### DATA SHOWN

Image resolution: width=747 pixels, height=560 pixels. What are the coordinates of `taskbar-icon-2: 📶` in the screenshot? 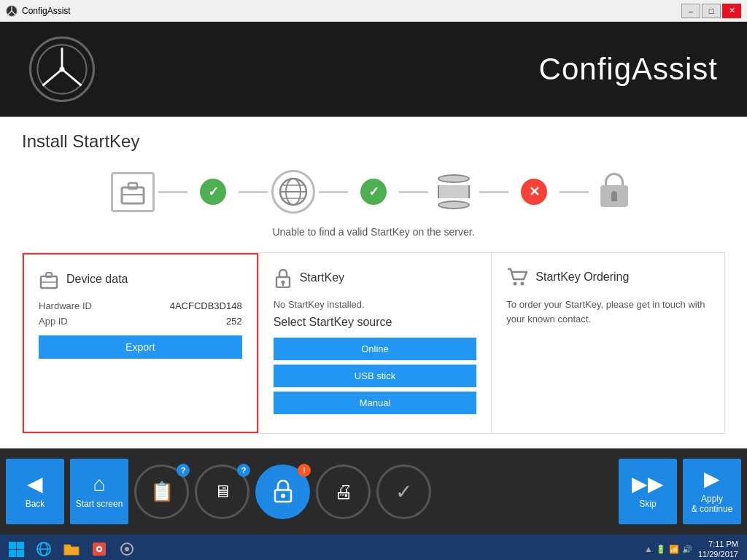 It's located at (674, 550).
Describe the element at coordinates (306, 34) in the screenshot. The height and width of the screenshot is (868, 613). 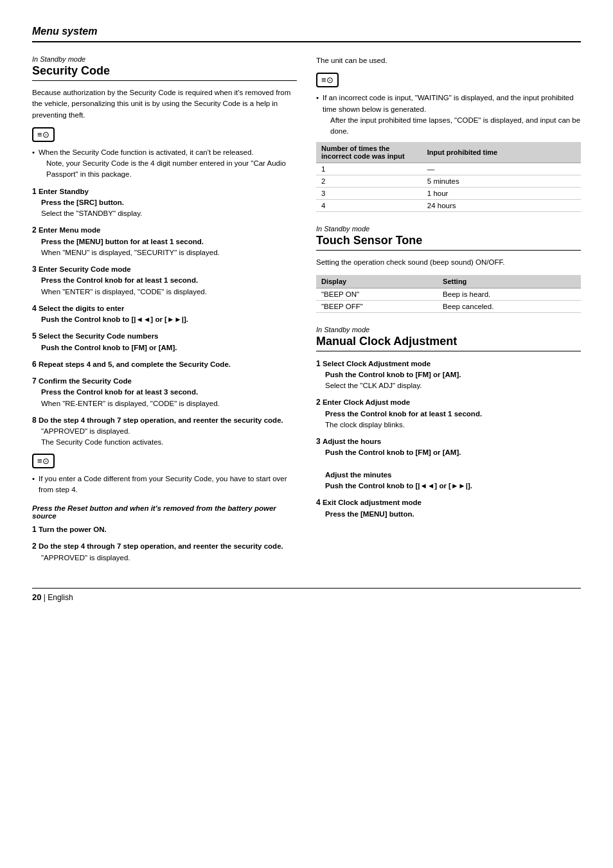
I see `page-title: Menu system` at that location.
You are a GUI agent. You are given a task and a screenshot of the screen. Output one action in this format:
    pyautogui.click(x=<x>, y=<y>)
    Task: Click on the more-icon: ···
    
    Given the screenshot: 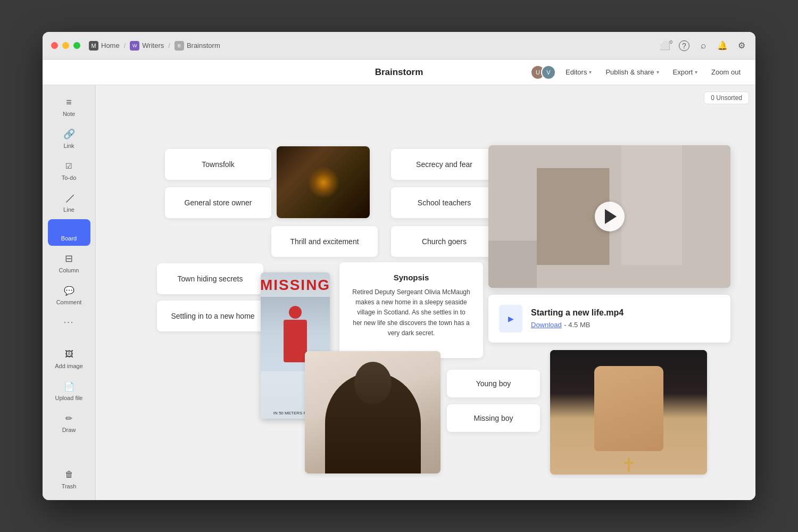 What is the action you would take?
    pyautogui.click(x=69, y=322)
    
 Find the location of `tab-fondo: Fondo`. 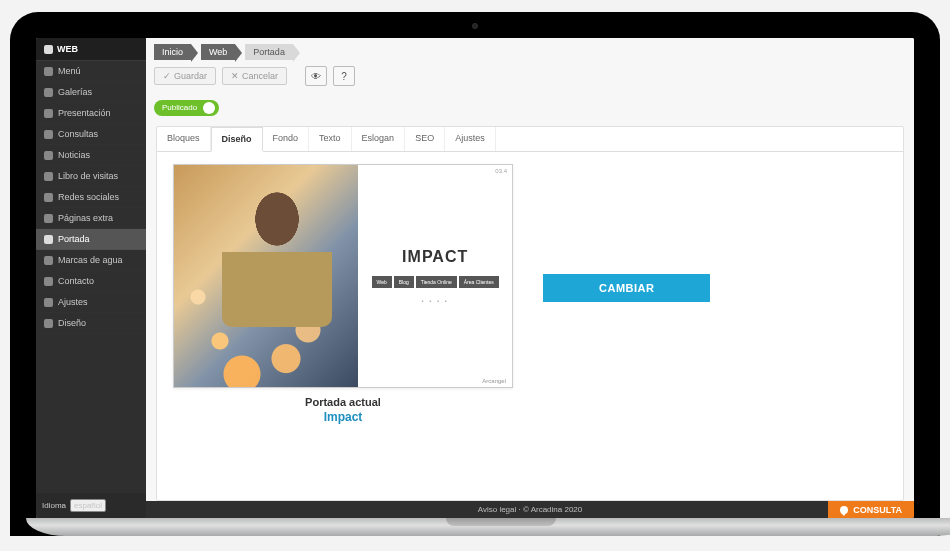

tab-fondo: Fondo is located at coordinates (286, 139).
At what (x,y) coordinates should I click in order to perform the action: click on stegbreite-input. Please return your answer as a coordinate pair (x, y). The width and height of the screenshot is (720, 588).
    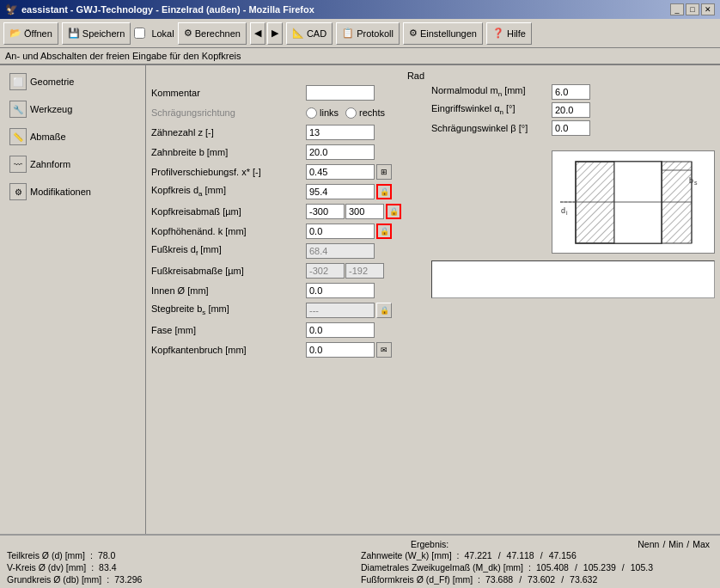
    Looking at the image, I should click on (340, 310).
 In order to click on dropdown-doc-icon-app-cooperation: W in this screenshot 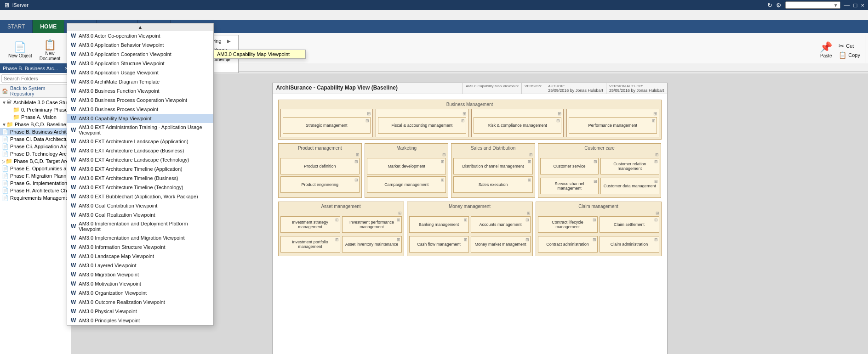, I will do `click(74, 54)`.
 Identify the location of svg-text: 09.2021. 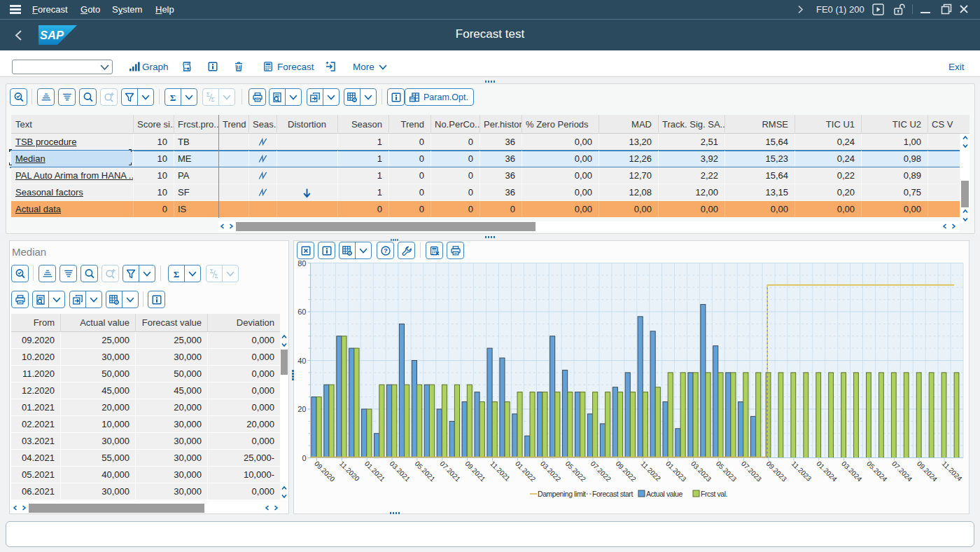
(475, 471).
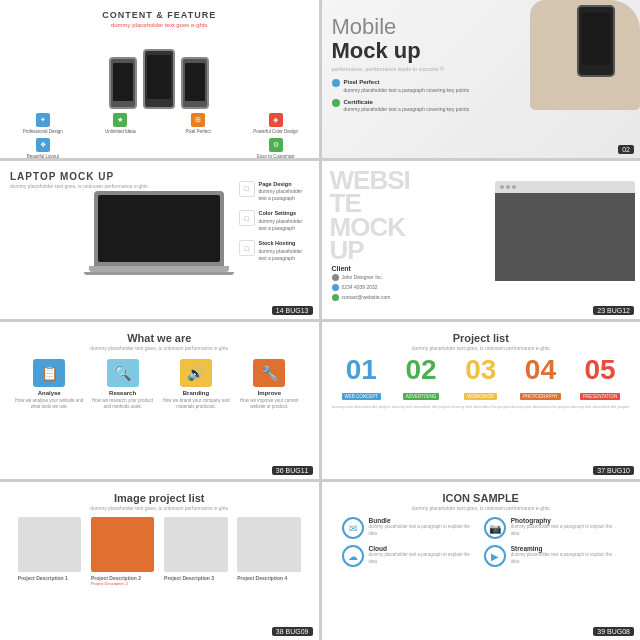  Describe the element at coordinates (274, 226) in the screenshot. I see `laptop-right-features: □ Page Design dummy placeholder text a p…` at that location.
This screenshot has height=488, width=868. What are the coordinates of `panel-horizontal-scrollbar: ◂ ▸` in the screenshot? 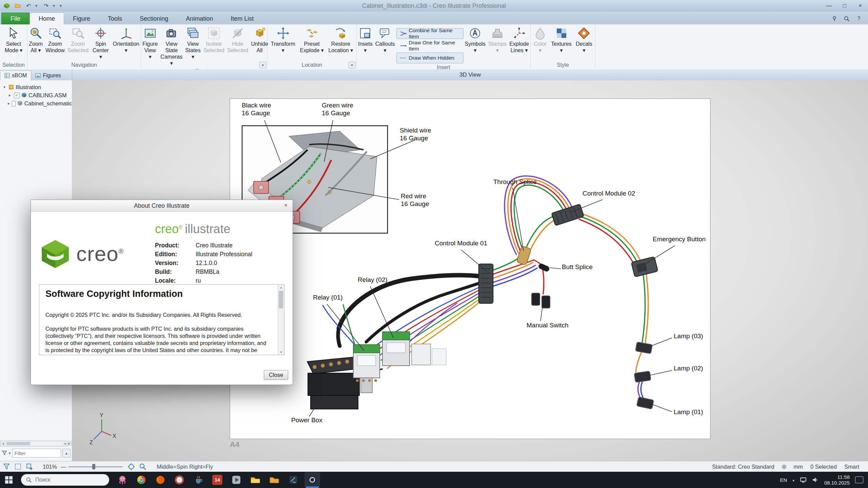 It's located at (34, 444).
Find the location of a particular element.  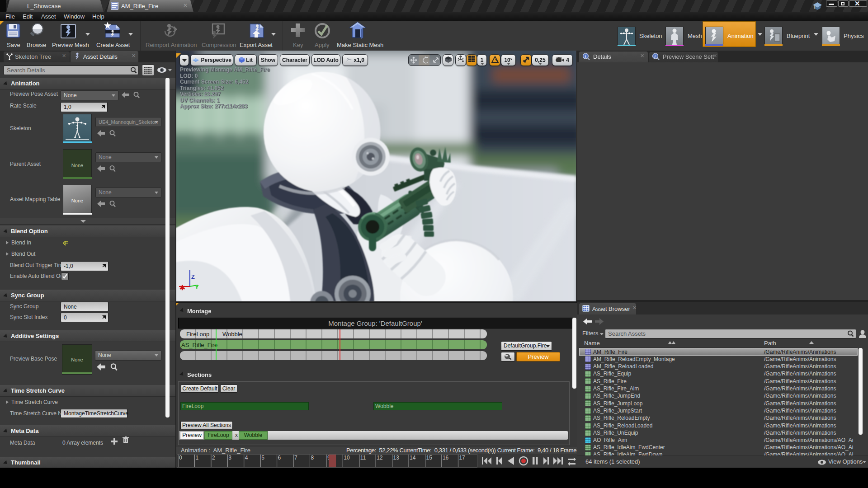

svg-text: 2 is located at coordinates (213, 458).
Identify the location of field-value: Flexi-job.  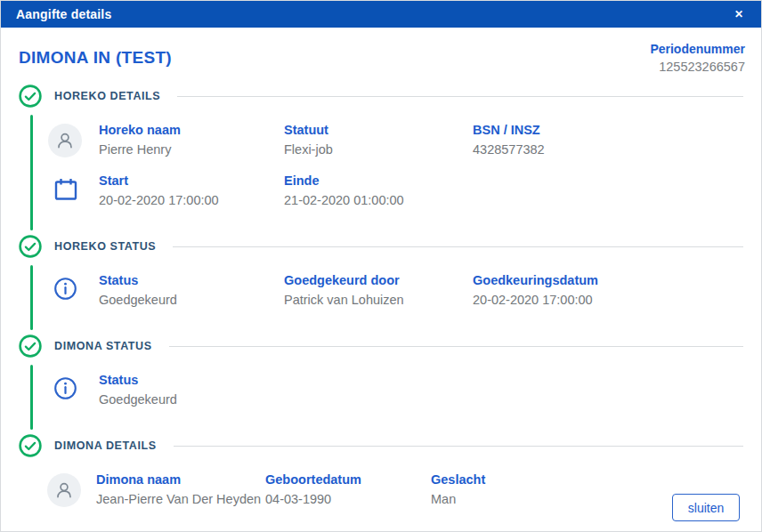
(378, 149).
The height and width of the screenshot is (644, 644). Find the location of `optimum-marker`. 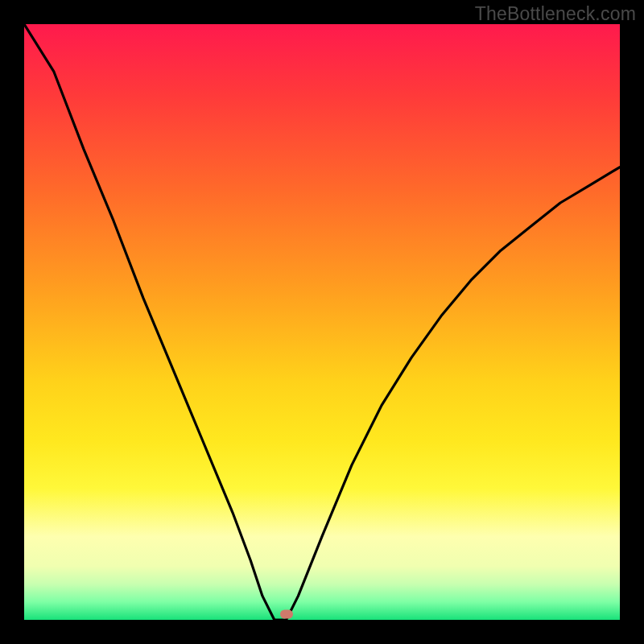

optimum-marker is located at coordinates (287, 613).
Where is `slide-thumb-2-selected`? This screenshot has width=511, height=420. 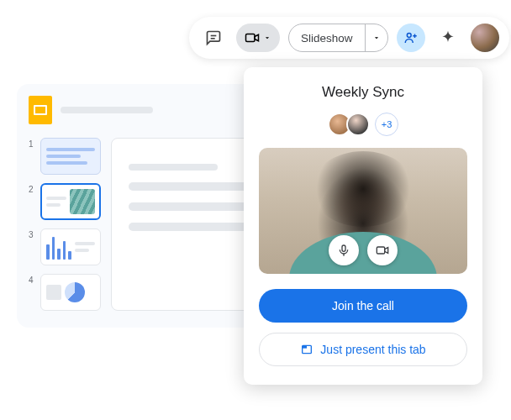 slide-thumb-2-selected is located at coordinates (71, 202).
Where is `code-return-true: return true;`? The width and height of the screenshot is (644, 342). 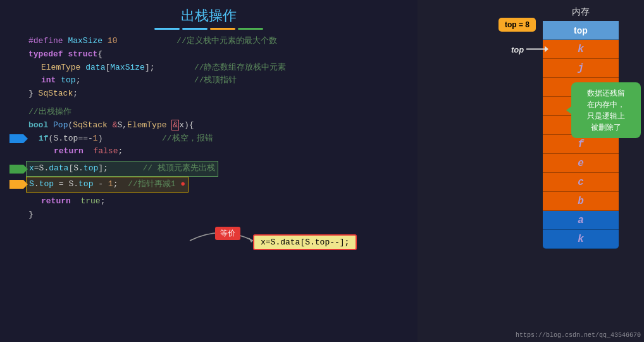 code-return-true: return true; is located at coordinates (67, 201).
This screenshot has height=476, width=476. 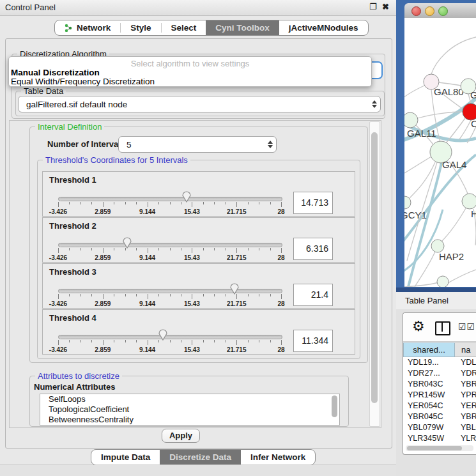 What do you see at coordinates (190, 399) in the screenshot?
I see `attribute-item: SelfLoops` at bounding box center [190, 399].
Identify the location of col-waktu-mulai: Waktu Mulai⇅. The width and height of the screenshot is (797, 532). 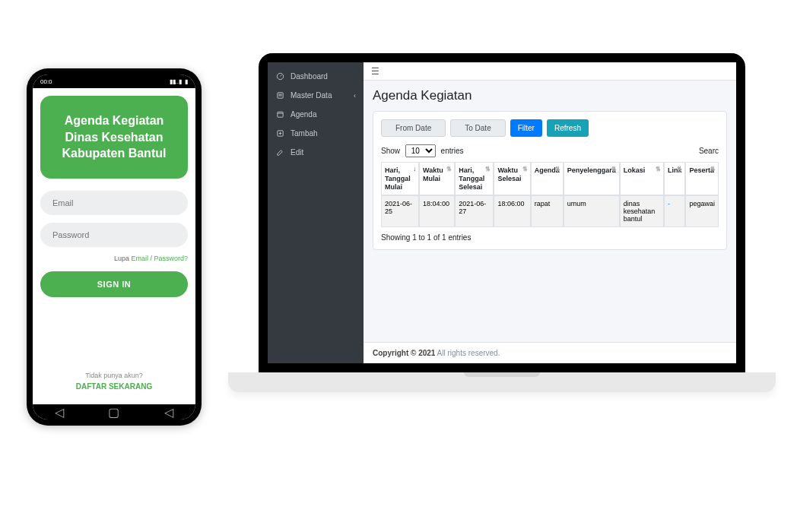
(437, 179).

######

PROBLEM. Copy only what runs above from the line containing "Describe the element at coordinates (306, 34)" through the line containing "Task: Click on the more-icon: ···", exactly. Leave out the pictures.

ANSWER TO THE PROBLEM.
Describe the element at coordinates (306, 34) in the screenshot. The height and width of the screenshot is (868, 613). 
I see `page-title: Menu system` at that location.
You are a GUI agent. You are given a task and a screenshot of the screen. Output one action in this format:
    pyautogui.click(x=<x>, y=<y>)
    Task: Click on the more-icon: ···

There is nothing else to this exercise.